At 5 p.m., we removed both bottles. The bottle from the freezer was a solid mess. Slush oozed out of the top when we gently removed the screw cap, which had a leaking and broken seal. The wine from the fridge was, as expected, fine.

Using the back of a barspoon, we stirred enough slushified rosé out of the frozen bottle to fill half a water glass. We slurped some up with a spoon for a taste test before trying the refrigerated bottle.

can you drink wine after it freezes

The busted slushie from the bottle tasted bitter, and more watery when compared to the refrigerated bottle. It was also less fruity and less fresh tasting, the literal ice cold killing any nuance the wine originally had. After about an hour, the wine in the bottle had melted enough that only a small iceberg floated in the wine. Ten percent of the clear, flaky ice floated above a sea of pink, while 90 percent lurked underneath like it was trying to sink a ship in a bottle version of the Titanic.

After thawing, the rosé had a murkiness to it and still tasted noticeably off — less fruit, more bitterness — than the refrigerated version.

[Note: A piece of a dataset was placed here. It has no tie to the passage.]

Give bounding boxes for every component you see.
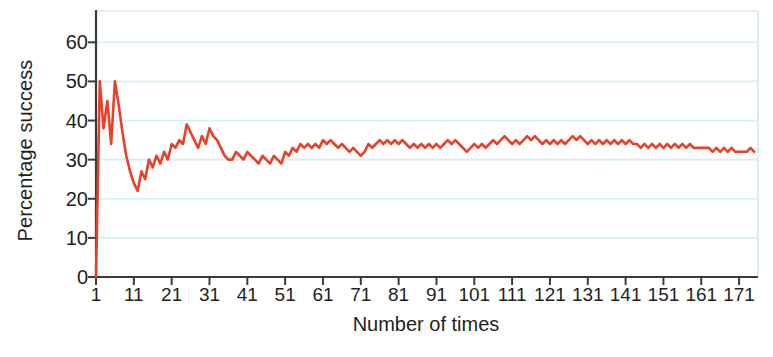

Case solved. Rosé that has seen a day inside a freezer is noticeably worse tasting than a rosé that is properly chilled.

Science Explains Why

Frozen wine that bursts through the airtight seal of a screw cap (or pushes a cork out of the bottle) can oxidize if left out for too long. If it’s a bottle of bubbly, however, the results are much worse than a less-tasteful bottle of wine. The bottle will actually explode, thanks to the wire cage holding the cork down.

For the everyday forgotten bottle of rosé, though, the results are far less dramatic.

When frozen, the wine tastes like a dumbed-down version of what it was intended to taste like. Low temperatures dull both desired flavors along with harsh alcohol flavors (think near-frozen vodka or tequila shots).

If the wine is left in the freezer for a long period of time, it becomes both freezer burned and oxidized. Air degrades the wine to a certain point, and then the cold takes care of the rest, until it’s just not worth drinking anymore (for the taste, at least).

Some wine is, however, subjected to similar conditions during the winemaking process. Cold stabilization will remove potassium bitartrate, which can make a wine unstable and create hard crystals in the bottle. Cold stabilization in California means 28 degrees Fahrenheit for 10 days, but it’s normally done to lower price-point wines, not high-end bottles. As Jordan Winery writes (and as we found out through our test), “very cold stabilization strips a wine of its aromas and flavors.”

TL;DR

Don’t put an expensive bottle in the freezer. If you forget a cheap bottle, let it thaw at room temperature and drink it knowing it’s a lesser version of what the wine was intended to be.